Interesting to have that in writing. Being in my mid 40s now and having gone on a ton of interviews over the years for various finance/accounting type roles, I do think most companies are looking for somebody that can not only do the job, but is also the right fit personality-wise.

However, I did know one guy who went to interview at a company for a fairly senior position where the CEO told him that they have a "no A__ hole" policy at the company (using the actual curse, not the shortened one I've heard on TV and radio). Not sure if it was the CEO and his policy or not, but the company quickly went from a nice family-friendly place to work to horrible working conditions (huge amounts of stress, lots of overtime, which is unpaid when you're on salary, and lots of politics/backstabbing.) when the CEO retired.
 

Janx

Hero
I do see a problem with the one company's logic:

"Albrecht said the idea to specify that they were looking for nice candidates came after talking to company managers about which employees were the highest performers. The company executives found that the positive, generous employees seemed to do best, while the negative complainers were the most problematic."

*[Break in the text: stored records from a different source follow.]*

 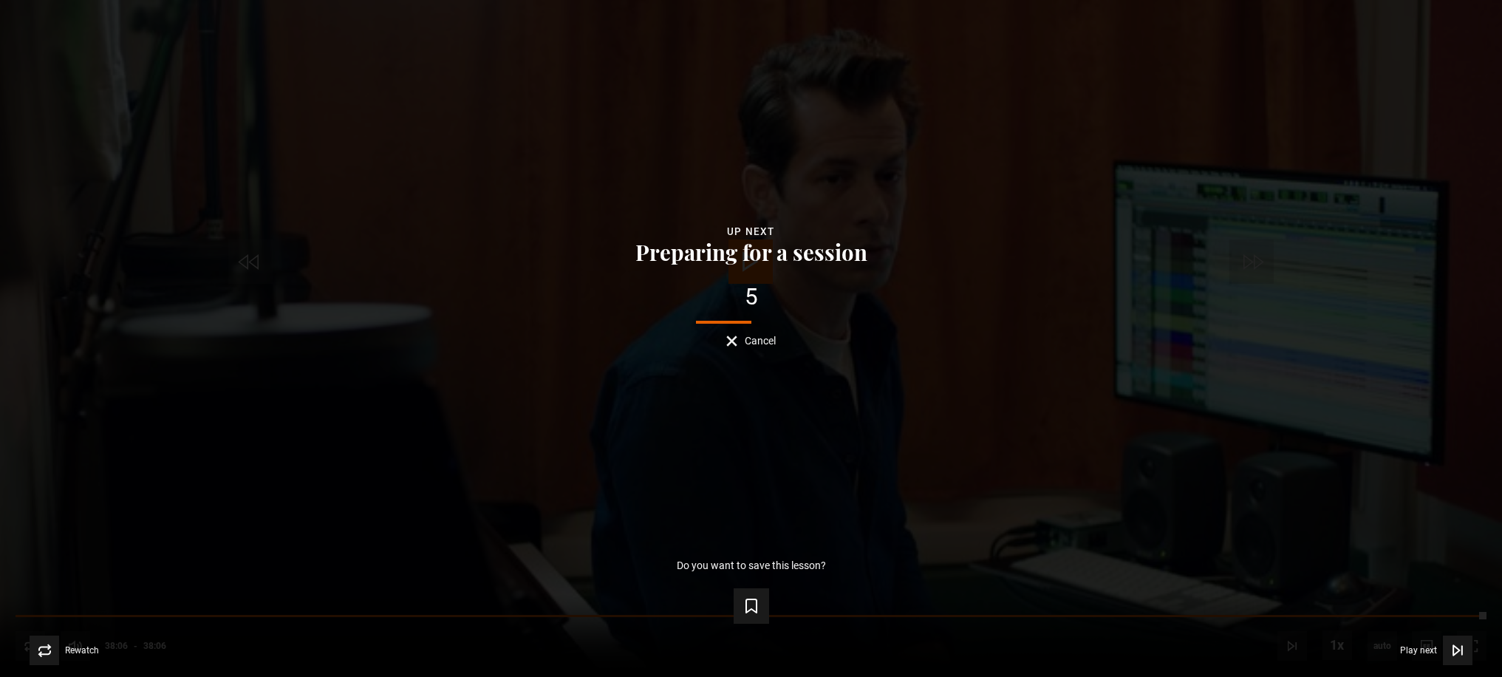 What do you see at coordinates (760, 341) in the screenshot?
I see `span: Cancel` at bounding box center [760, 341].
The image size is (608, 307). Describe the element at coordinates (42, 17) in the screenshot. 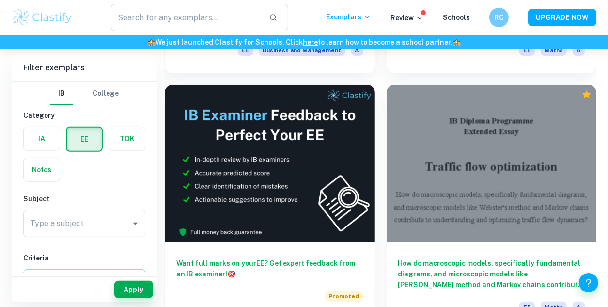

I see `img: Clastify logo` at that location.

While I agree that a negative complainer can be annoying to work with, they are quite possibly a symptom indicative of a Jerk Manager, rather than the problem.

Most employees have problems with Jerks in the workplace because the Jerks are in a position of authority and they abuse that position.

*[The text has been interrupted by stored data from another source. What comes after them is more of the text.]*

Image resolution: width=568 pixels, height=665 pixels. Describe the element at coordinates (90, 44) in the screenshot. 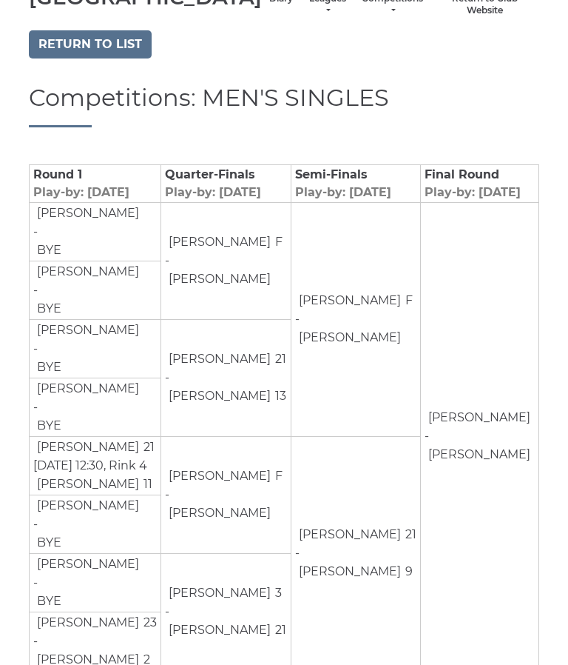

I see `a: Return to list` at that location.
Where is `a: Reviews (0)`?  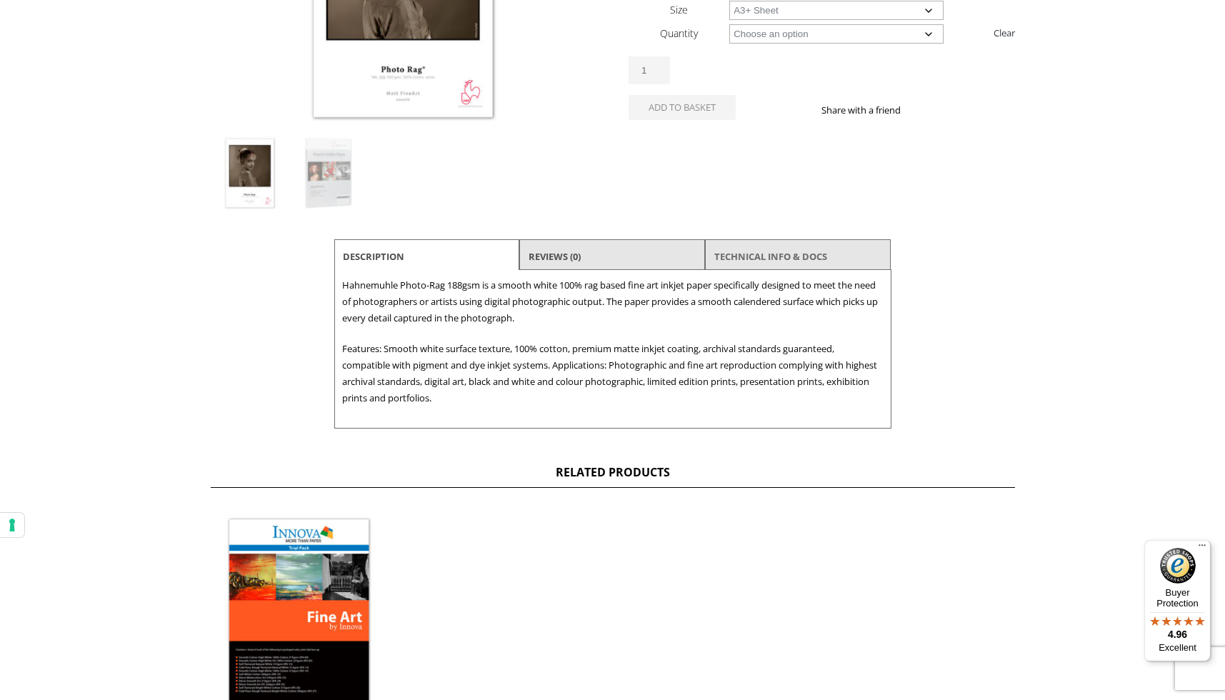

If somebody worked in that kind of toxic environment, no doubt they'd be negative and complaining too.

The problem in most workplaces is that Jerks are good at sucking up to those above them, while treating their underlings poorly. Their social defect is also their social skill in knowing who matters and who doesn't.

The problem then is that the Jerk's superiors fail to recognize the source of the problems is the Jerk, because they can't see past the facade.
 

sabrinathecat

Explorer
When I was working at McGraw-Hill, at first we were in a nice building with the production and editorial services on one floor, then acquisitions and management on the floor above. It was lovely. Then they moved (for some lame reason) to another building where everyone was on the same floor. Between the drab, sterile, depressing building and the fact that Sr management was able to spread it's toxic politics all over, it was a very depressing place. No wonder the division shut down within a year. (yeah, a year. not my fault. Really.) Over 150 jobs were cut down to about 10. The rest went overseas, where the employees in India were treated so well, they were complaining and willing to quit.
 

Dog Moon

Adventurer
Actually, when I was looking for jobs [and I was unemployemd until tomorrow] a lot of the jobs I looked at basically specifically said stuff like "must be friendly" or "must be good at dealing with people" or something along those lines. They never specifically said "no jerks allowed" but a lot of times what they said seemed to be essentially the same.

But then again I was looking at customer service/human resources/admin assistant jobs, so maybe because those work with people more more defined rules had to be put in place.